Climate change wasn’t a polarized issue until the fossil fuel industry helped make it one. Despite its own in-house research, the oil industry has spent decades promoting scientific misinformation and sabotaging political action.
“It is now pretty clearly agreed that the CO2 content will rise 25% by 2000. This could increase the average temperature near the earth's surface by 7 degrees Fahrenheit. This in turn could raise the level of the sea by 10 feet. Goodbye New York. Goodbye Washington, for that matter. We have no data on Seattle.” —Memo by Daniel P. Moynihan, September 17, 1969
The frightening world that Moynihan describes is one where climate change is left mostly unchecked. But this, and worse impacts, are not unfathomable. If the last few years of extreme weather have taught us anything, it’s that millions of lives can be upended at lesser levels of warming. The world still isn’t doing enough today to avert catastrophic impacts. Even if every nation fully implements its pledges under the Paris climate agreement, we are still likely to face 5 degrees Fahrenheit (3 degrees Celsius) of warming. So much hinges on delivering more ambitious emissions cuts. It’s why climate experts have taken to urging that every fraction of a degree matters.

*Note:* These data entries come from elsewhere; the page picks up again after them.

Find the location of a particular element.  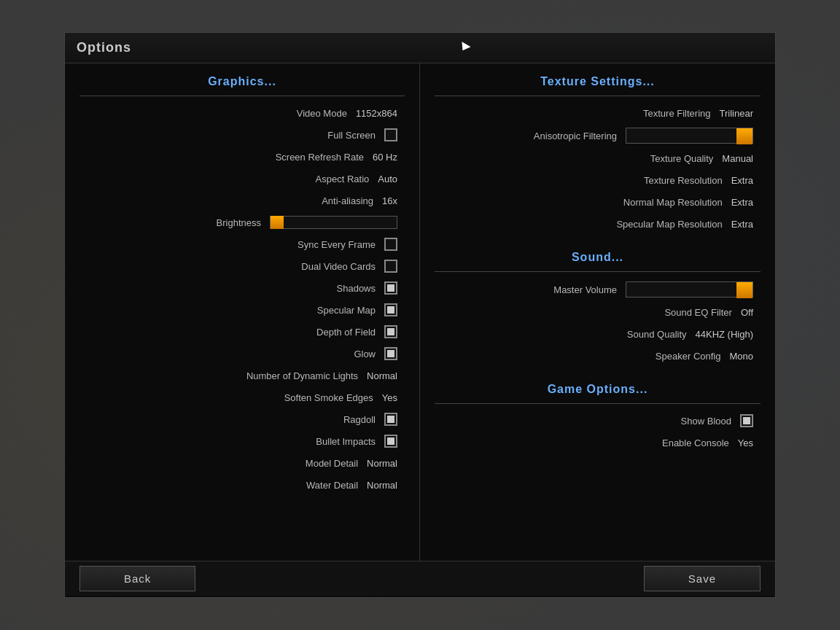

label-model-detail: Model Detail is located at coordinates (332, 464).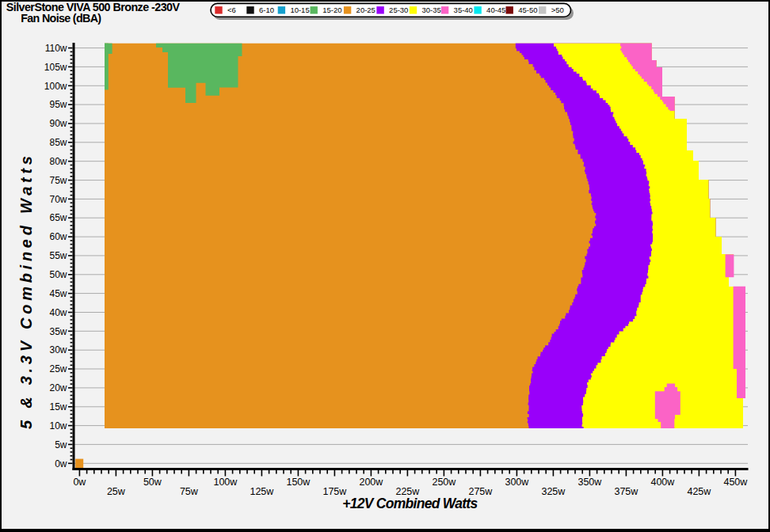 Image resolution: width=770 pixels, height=532 pixels. What do you see at coordinates (463, 10) in the screenshot?
I see `svg-text: 35-40` at bounding box center [463, 10].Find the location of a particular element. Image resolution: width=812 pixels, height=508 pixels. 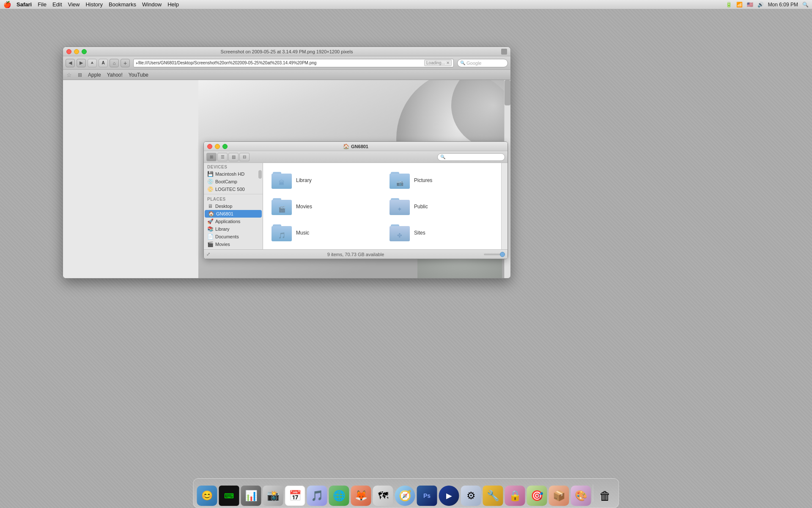

sidebar-item-gn6801: 🏠 GN6801 is located at coordinates (233, 214).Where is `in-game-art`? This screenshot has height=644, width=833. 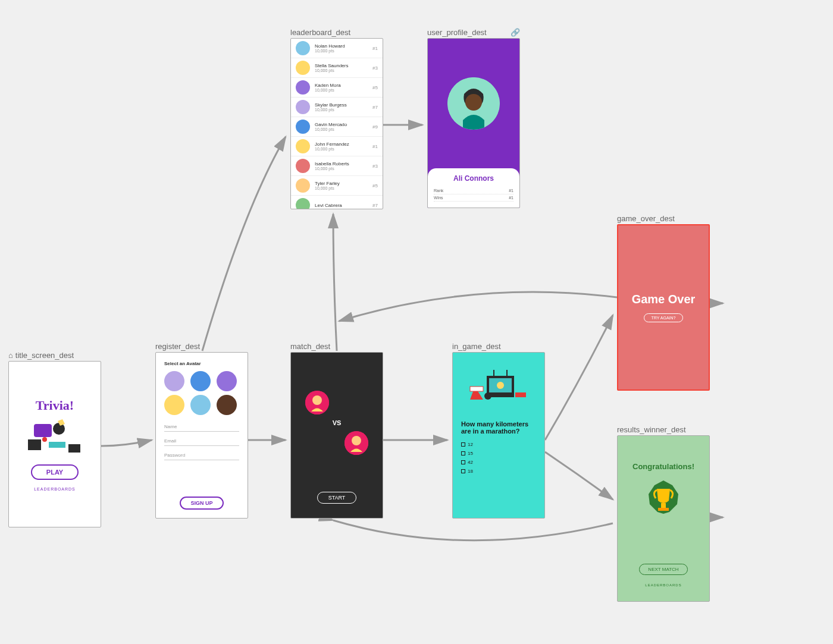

“It is entirely possible that there will be countervailing effects. For example, an increase of dust in the atmosphere would tend to lower temperatures, and might offset the CO2 effect. Similarly, it is possible to conceive fairly mammoth man-made efforts to countervail the CO2 rise. (E.g., stop burning fossil fuels.)”
—Memo by Daniel P. Moynihan, September 17, 1969
The most interesting part of the memo is its clear moral clarity. To avoid this fate, the world will need to take “mammoth” steps, like stopping burning fossil fuels. A sign of how successful the fossil fuel industry’s misinformation campaigns were in subsequent years is that the “fossil fuels” themselves dropped out of political rhetoric altogether. In fact, the concept of transitioning away from fossil fuels was never seriously considered in international climate negotiations until 2023, the first time it was included in the final agreement.
“In any event, I would think this is a subject that the Administration ought to get involved with. It is a natural for NATO. Perhaps the first order of business is to begin a worldwide monitoring system. At present, I believe only the United States is doing any serious monitoring, and we have only one or two stations. Hugh Heffner knows a great deal about this, as does also the estimable Bob White, head of the U.S. Weather Bureau. (Teddy White's brother.)” —Memo by Daniel P. Moynihan, September 17, 1969
The short memo contains a surprising range of arguments that are still relevant today, including that climate action requires both political leadership and international cooperation.
Even in 1969 it was possible to imagine technologies (solar and electric cars among them) that could replace fossil fuels. Thanks to technological advancement, it’s become even easier to imagine a future without fossil fuels. Though we can’t correct for the wasted time derailed by fossil fuel misinformation campaigns and science conspiracy theories, we still have it in our power to take action today. The challenge, then as now, is one of political will.